» Your goal
In the listing below, find each line holding "order" and copy it.

» Given records
+===+

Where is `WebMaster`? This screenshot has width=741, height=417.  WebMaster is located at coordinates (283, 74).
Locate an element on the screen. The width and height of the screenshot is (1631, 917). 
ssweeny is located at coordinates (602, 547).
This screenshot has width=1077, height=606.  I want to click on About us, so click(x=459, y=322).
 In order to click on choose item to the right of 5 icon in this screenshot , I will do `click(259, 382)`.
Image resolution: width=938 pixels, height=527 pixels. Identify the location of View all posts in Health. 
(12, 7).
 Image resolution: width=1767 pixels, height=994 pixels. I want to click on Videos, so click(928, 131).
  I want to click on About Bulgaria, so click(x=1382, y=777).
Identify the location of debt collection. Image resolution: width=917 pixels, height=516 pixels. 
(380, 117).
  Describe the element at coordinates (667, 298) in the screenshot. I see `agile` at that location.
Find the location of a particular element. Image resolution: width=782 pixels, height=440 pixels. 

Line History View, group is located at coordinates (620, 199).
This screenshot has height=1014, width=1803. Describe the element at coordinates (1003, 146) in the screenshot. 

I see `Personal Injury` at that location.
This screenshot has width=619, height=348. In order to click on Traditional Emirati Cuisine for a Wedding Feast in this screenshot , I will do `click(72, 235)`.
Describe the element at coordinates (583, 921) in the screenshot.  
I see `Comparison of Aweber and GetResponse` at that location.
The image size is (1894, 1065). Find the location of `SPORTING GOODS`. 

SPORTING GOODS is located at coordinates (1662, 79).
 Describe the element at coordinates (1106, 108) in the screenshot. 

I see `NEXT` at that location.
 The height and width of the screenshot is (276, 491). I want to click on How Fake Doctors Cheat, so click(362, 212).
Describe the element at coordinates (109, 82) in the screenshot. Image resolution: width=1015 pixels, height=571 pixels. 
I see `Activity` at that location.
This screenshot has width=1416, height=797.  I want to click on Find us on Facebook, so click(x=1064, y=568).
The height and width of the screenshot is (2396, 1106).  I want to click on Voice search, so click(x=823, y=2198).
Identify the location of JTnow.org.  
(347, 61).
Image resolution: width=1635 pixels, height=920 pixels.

+===+

» Solved exercise
 In order to click on choose item to the right of 5 icon in this screenshot , I will do `click(259, 382)`.
This screenshot has width=619, height=348. In order to click on Traditional Emirati Cuisine for a Wedding Feast in this screenshot , I will do `click(72, 235)`.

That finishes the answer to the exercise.